I've never been a landlord, but by doing some rehab work for landlords, I've learned a few things over the years. Do not simply abandon the situation....attempt to get it resolved one way or the other, including that outstanding utility bill.... failure to see that it gets paid could go against your credit history, even if they decide to go after the landlord for it, instead of you.... the laws on whether the tenant is liable, or the landlord vary by location...but it could still get reported on your credit history.



Good Luck
Karen L
2013-12-28 02:58:54 UTC
The glass being broken was your fault, and getting it replaced was your responsibility, whether you replaced it yourself or paid someone to do it. You could have gotten it replaced much sooner--the same day or the next day if you had gotten on it yourself by telling a glass shop what you were using it for, or if you had called a glass guy in to do it, so I don't know why your extra large heat bill is anyone's responsibility but yours. And the glass still wasn't in when you moved, so the bill for installing it may well come out of your security deposit if that is allowed where you live. Damage deposit/security deposit, they are much the same thing in most places.

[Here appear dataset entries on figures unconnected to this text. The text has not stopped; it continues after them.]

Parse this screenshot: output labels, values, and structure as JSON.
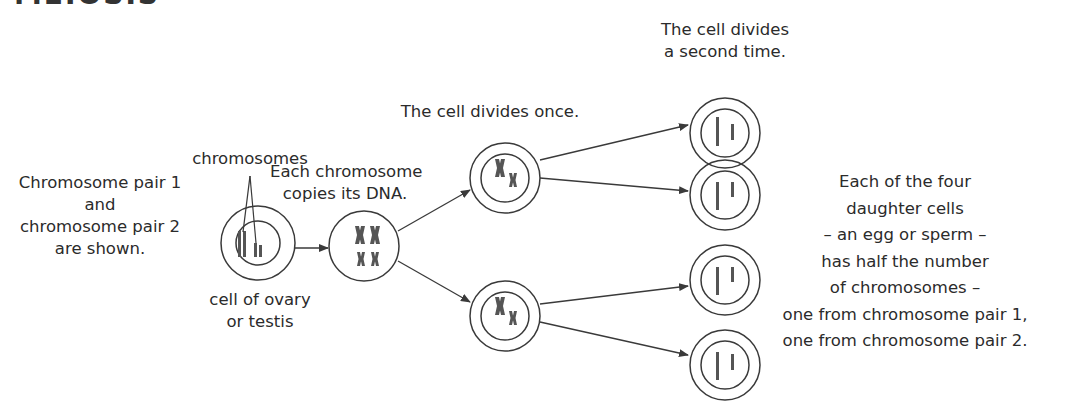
{
  "heading": "MEIOSIS",
  "labels": {
    "chromosome_pairs": [
      "Chromosome pair 1",
      "and",
      "chromosome pair 2",
      "are shown."
    ],
    "chromosomes": "chromosomes",
    "cell_origin": [
      "cell of ovary",
      "or testis"
    ],
    "copy_dna": [
      "Each chromosome",
      "copies its DNA."
    ],
    "divide_once": "The cell divides once.",
    "divide_twice": [
      "The cell divides",
      "a second time."
    ],
    "daughter_cells": [
      "Each of the four",
      "daughter cells",
      "– an egg or sperm –",
      "has half the number",
      "of chromosomes –",
      "one from chromosome pair 1,",
      "one from chromosome pair 2."
    ]
  },
  "stages": [
    {
      "id": "parent-cell",
      "description": "cell of ovary or testis with two chromosome pairs"
    },
    {
      "id": "replicated-cell",
      "description": "chromosomes copied (two large X, two small X)"
    },
    {
      "id": "first-division-cells",
      "count": 2,
      "description": "one large X and one small X each"
    },
    {
      "id": "daughter-cells",
      "count": 4,
      "description": "one long and one short chromatid each"
    }
  ],
  "colors": {
    "line": "#3a3a3a",
    "chromosome": "#555555",
    "text": "#2b2b2b"
  }
}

I can't see the door, but it doesn't sound like a complicated thing to install a piece of glass in. Unless the whole door including the glass was made in a factory, the way you describe the glass being held in with caulking sounds pretty normal. Single sheets of glass are held in by glazing points and window putty, which isn't a whole lot different from caulking when it gets right down to it. No doubt that kind of glass was legally installed originally. Building codes change. These days they call for different glass than what was legal 40 years ago. We'll have to take the glass shop person's word about not being able to sell you a plain sheet of glass for that use to replace a broken one.

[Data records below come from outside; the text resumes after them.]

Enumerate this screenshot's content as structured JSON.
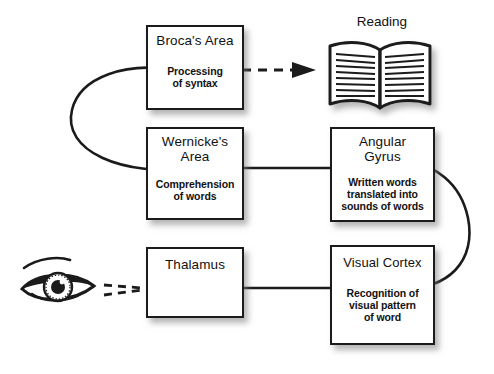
{
  "diagram": {
    "colors": {
      "ink": "#1b1b1b",
      "background": "#ffffff",
      "shadow": "#9a9a9a"
    },
    "nodes": [
      {
        "id": "brocas-area",
        "title": "Broca's Area",
        "description": "Processing\nof syntax",
        "desc_line1": "Processing",
        "desc_line2": "of syntax",
        "neuron_direction": "left"
      },
      {
        "id": "wernickes-area",
        "title": "Wernicke's\nArea",
        "title_line1": "Wernicke's",
        "title_line2": "Area",
        "description": "Comprehension\nof words",
        "desc_line1": "Comprehension",
        "desc_line2": "of words",
        "neuron_direction": "right"
      },
      {
        "id": "angular-gyrus",
        "title": "Angular\nGyrus",
        "title_line1": "Angular",
        "title_line2": "Gyrus",
        "description": "Written words\ntranslated into\nsounds of words",
        "desc_line1": "Written words",
        "desc_line2": "translated into",
        "desc_line3": "sounds of words",
        "neuron_direction": "right"
      },
      {
        "id": "thalamus",
        "title": "Thalamus",
        "description": "",
        "neuron_direction": "left"
      },
      {
        "id": "visual-cortex",
        "title": "Visual Cortex",
        "description": "Recognition of\nvisual pattern\nof word",
        "desc_line1": "Recognition of",
        "desc_line2": "visual pattern",
        "desc_line3": "of word",
        "neuron_direction": "left"
      }
    ],
    "reading": {
      "label": "Reading",
      "icon": "open-book-icon"
    },
    "eye": {
      "icon": "eye-icon",
      "label": ""
    },
    "connections": [
      {
        "from": "brocas-area",
        "to": "reading",
        "style": "dashed",
        "arrow": true
      },
      {
        "from": "wernickes-area",
        "to": "brocas-area",
        "style": "solid-curve",
        "arrow": true
      },
      {
        "from": "wernickes-area",
        "to": "angular-gyrus",
        "style": "solid-line",
        "arrow": true
      },
      {
        "from": "visual-cortex",
        "to": "angular-gyrus",
        "style": "solid-curve",
        "arrow": true
      },
      {
        "from": "visual-cortex",
        "to": "thalamus",
        "style": "solid-line",
        "arrow": true
      },
      {
        "from": "eye",
        "to": "thalamus",
        "style": "dashed",
        "arrow": true
      }
    ]
  }
}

You could have put a piece of plywood over the hole, temporarily, and that would have kept out a lot more cold than the plastic did. It would have been cheaper to call someone in than to pay a $400 heat bill.



Sorry, but I think you're going to lose at least part of the damage deposit, and you are SOL on the heat bill.



You rent a place the way it is, and I don't know what it's like everywhere but where I live no landlord in a single family home is required to update anything merely because the house is tenanted. Rented premises are treated the same way as a single family home lived in by the owner. If you do work that requires a building permit, then the new work must meet current codes, but you do not have to change everything to meet current codes. The door may have been flimsy or home made. I don't know, but it was what it was when you got there.
Scott
2013-12-27 23:11:17 UTC
In my opinion, if the clerk knows what is what and the landlord knowingly put in illegal glass he is responsible, add to that it wasn't a malicious act. I know in Ontario Canada we used what was called single or double glazed glass.



It sounds like what the lady sold you was plexyglas, actually a plastic which will yellow from repeated exposure to sunlight as well as scratch fairly easily.



You did buy a replacement and tried your best to put it into what appears to be a custom made door and not standard stock therefor I don't see how you could be expected to do anything more and he should bear a good part of the blame.
Puddy E
2013-12-27 23:12:59 UTC
Since you have already bought the glass and showed good faith in replacing it he should only charge you for his labor to install it. You should get all or most of your deposit back depending on your past rental payments if they were on time and how well your relationship was.
Don
2013-12-27 22:39:26 UTC
You broke it so it comes out of your security deposit, regardless of what the lady told you. If your landlord is fair then he should give you whatever money is left.
LILL
2013-12-27 23:46:33 UTC
You broke it, you fix it.



PS...never take legal advice from a store clerk at Home Depot.


This content was originally posted on Y! Answers, a Q&A website that shut down in 2021.